Room, Emma Donoghue‘s heavily-garlanded novel, is a captivating, uplifting story well worth the plaudits and glowing reviews bestowed on it.
The tale is narrated more or less exclusively by Jack, who turns five years old at the start of the book and whose whole experience of the world is confined to the locked room which he shares with his mother and to the powers of his own imagination, sparked by the characters on his TV and – more importantly – to the spirited games and routines which he shares with her. It is through his eyes that we see the world and the accepting approach is that of a small boy (we learn little, for example, of physical appearances). Evidently, some prisons are of the mind and Jack is never imprisoned, despite the insular situation in which the tale takes place. The book does not suffer from claustrophobia; Jack is intelligent, keen to learn and to show his learning, and well-adjusted, even if slightly on the autistic spectrum – yet evidently, as is made clear from the beginning, he is still just a little boy. The bond between Jack and his mother is evidently a more significant one than most as a result of their confined surroundings, but it is never a suffocating one and there are frequently evident tensions between them, while the mother is prone to convincing periods of depression. There is a shift in pace in the latter sections of the book which creates a feeling of drag and a certain loss of momentum but the effect, ultimately, is to highlight the bond between Jack and his mother. And it is clear that the end of the novel is not The End.
Despite the evident difficulties the author has created for herself, the tale is convincing in most aspects of its development (a small quibble is that Facebook wasn’t around in 2003, despite the quality of the joke inspiring the reference – this will be less and less obvious to future readers but that shouldn’t prevent its correction now; while we might question the easy nature with which Jack lets some things go as the novel winds to its conclusion). It is also confidently told. Through Jack’s precociousness, Donoghue manages to get in some sharp observations about societal developments yet these only rarely seem forced or portray him as mature beyond his years. Despite the subject matter, this is not a harrowing tale but there are moments of discomfort – as indeed there should be if the work is to convince.
Perhaps above all, this is a feminist novel at both the surface level – in terms of the strength of character and the sheer ingenuity of Jack’s mother – and in terms of the development of the plot, with an interesting cast on the cash-sex nexus and, in modern terms, the absence of fathers from most aspects of domestic life (though it is never anti-male). Indeed, Donoghue has created a uniquely original voice in Jack and a memorable, gripping novel with well-adjudged character portrayal – itself a major achievement, given the challenging setting – and of the plot. All in all, a triumph.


§ **YOUR GOAL**
Pick out the lines below with "model" and list them.

####

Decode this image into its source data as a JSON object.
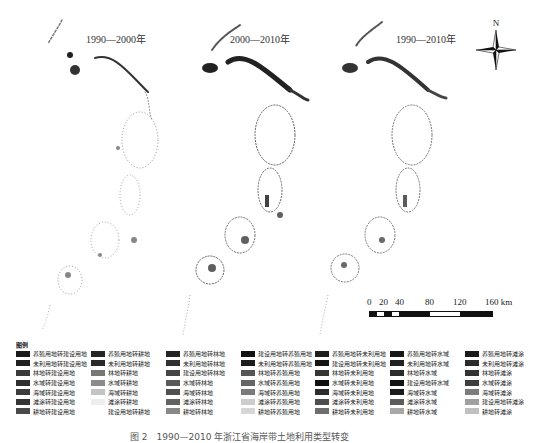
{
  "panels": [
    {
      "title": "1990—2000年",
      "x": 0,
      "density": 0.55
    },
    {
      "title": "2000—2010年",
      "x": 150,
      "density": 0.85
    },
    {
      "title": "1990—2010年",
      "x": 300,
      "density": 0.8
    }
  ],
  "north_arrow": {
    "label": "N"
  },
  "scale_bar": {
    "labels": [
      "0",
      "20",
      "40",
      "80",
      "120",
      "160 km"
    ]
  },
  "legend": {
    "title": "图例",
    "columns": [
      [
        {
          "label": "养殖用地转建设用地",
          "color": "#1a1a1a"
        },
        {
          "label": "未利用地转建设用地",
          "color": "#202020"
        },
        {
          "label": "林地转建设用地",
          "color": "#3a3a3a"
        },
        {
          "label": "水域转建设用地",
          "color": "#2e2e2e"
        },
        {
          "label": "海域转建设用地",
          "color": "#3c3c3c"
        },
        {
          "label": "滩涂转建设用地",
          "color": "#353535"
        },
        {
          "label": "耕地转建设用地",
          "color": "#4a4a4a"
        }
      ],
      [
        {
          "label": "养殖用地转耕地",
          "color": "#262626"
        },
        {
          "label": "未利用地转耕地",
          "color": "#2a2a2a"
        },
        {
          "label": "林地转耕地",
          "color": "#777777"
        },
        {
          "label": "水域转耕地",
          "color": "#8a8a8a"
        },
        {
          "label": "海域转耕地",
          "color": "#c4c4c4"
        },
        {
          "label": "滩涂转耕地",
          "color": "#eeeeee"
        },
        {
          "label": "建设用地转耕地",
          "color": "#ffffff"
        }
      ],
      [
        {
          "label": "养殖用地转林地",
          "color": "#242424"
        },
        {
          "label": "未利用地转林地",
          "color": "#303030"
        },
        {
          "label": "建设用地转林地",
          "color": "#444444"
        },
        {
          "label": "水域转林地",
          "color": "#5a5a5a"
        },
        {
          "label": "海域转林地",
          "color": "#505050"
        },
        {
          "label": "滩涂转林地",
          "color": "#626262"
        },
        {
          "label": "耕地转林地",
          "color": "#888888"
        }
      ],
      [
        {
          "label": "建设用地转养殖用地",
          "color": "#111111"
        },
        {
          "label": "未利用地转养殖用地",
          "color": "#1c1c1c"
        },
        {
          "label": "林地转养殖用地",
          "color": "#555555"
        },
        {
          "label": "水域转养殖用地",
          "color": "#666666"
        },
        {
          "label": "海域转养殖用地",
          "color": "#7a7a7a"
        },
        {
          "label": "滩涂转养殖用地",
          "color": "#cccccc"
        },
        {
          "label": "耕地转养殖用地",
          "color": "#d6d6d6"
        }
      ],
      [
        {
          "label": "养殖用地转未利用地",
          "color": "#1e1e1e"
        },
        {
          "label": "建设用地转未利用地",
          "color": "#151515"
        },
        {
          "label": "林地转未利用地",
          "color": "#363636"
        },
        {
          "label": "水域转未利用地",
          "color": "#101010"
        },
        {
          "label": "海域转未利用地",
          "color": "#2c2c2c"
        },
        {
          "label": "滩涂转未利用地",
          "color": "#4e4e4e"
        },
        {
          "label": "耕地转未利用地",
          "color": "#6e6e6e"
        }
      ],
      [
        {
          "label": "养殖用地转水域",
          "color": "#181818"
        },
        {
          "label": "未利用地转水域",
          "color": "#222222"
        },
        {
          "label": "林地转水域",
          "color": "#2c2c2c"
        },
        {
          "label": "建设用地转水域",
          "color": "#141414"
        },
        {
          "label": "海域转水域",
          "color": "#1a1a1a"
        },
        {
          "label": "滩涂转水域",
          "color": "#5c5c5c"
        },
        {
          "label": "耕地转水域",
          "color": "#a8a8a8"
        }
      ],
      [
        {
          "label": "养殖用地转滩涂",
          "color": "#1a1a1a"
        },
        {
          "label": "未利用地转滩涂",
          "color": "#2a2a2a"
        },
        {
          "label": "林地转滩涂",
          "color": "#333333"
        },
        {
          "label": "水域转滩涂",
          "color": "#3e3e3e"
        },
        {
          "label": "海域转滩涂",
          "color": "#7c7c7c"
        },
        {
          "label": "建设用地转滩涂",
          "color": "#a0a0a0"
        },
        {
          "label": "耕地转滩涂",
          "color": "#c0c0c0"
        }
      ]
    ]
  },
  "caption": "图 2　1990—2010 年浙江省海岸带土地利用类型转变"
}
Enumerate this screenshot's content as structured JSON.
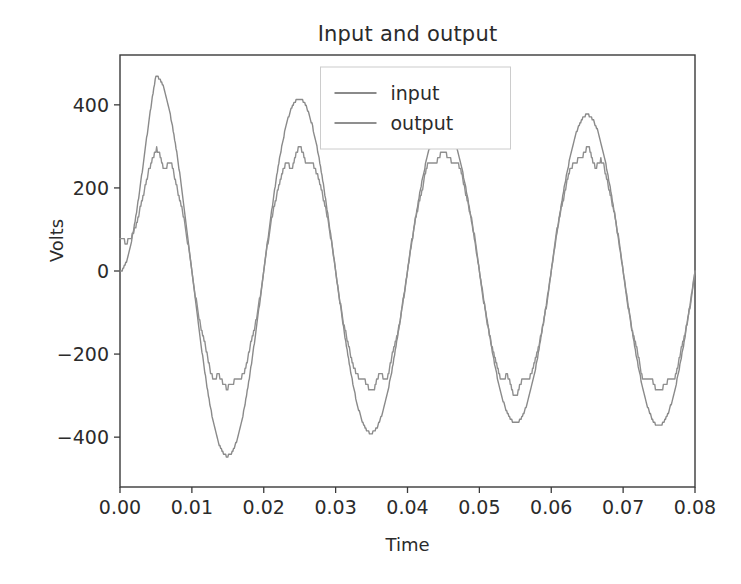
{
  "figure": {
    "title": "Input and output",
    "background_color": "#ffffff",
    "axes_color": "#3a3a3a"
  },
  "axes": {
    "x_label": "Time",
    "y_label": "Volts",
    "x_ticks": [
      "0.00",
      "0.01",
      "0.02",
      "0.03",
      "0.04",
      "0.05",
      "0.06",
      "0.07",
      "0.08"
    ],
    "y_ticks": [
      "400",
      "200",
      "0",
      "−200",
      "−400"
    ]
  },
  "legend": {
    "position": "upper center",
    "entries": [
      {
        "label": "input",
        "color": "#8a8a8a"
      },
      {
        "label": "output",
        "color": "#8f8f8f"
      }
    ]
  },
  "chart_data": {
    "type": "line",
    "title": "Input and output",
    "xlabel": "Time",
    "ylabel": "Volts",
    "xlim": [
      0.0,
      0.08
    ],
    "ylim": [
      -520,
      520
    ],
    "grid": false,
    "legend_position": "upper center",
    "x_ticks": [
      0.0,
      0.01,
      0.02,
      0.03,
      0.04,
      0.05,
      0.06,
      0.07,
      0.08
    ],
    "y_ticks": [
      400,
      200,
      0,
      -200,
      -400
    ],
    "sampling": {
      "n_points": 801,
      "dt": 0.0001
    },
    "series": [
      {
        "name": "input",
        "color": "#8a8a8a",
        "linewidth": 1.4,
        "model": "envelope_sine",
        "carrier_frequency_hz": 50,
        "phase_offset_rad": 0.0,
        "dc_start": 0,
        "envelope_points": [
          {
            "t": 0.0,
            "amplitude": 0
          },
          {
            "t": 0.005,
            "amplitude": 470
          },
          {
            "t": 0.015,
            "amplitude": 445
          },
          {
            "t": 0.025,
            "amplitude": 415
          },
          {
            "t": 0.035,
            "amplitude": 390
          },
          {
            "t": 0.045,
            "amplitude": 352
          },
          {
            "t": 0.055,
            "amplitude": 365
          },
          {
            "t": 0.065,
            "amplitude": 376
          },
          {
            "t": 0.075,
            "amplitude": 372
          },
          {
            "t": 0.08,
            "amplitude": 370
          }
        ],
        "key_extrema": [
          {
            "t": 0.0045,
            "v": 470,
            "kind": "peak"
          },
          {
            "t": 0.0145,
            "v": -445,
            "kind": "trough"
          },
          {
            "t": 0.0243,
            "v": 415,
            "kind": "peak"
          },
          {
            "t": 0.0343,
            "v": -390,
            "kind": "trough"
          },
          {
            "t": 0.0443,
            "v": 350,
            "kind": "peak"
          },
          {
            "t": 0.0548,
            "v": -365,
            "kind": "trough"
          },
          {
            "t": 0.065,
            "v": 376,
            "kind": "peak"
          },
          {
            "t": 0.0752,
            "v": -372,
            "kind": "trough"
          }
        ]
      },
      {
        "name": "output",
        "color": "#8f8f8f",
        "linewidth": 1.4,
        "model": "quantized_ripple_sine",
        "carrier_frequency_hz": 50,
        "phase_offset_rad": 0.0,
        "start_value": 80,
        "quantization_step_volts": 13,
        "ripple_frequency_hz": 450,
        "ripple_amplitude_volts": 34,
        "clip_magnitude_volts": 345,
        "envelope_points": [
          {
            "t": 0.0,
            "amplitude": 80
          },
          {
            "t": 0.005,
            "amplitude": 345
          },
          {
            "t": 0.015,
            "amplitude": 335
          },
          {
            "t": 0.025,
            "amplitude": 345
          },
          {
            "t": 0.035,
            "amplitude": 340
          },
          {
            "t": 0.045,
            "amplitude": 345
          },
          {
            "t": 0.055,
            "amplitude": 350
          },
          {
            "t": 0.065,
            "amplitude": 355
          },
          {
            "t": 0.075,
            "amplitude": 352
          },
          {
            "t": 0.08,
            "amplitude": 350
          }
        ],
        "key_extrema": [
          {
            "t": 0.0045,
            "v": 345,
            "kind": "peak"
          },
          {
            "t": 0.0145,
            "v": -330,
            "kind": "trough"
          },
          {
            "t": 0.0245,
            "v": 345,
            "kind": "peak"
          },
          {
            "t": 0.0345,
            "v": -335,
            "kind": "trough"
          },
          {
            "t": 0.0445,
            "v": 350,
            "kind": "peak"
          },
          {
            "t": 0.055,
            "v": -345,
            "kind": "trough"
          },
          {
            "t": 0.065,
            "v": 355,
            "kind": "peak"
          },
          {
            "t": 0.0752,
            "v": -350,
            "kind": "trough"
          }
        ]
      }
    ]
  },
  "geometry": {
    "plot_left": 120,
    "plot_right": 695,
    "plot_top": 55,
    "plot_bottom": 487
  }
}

####

§ **YOUR SOLUTION**
        "model": "envelope_sine",
        "model": "quantized_ripple_sine",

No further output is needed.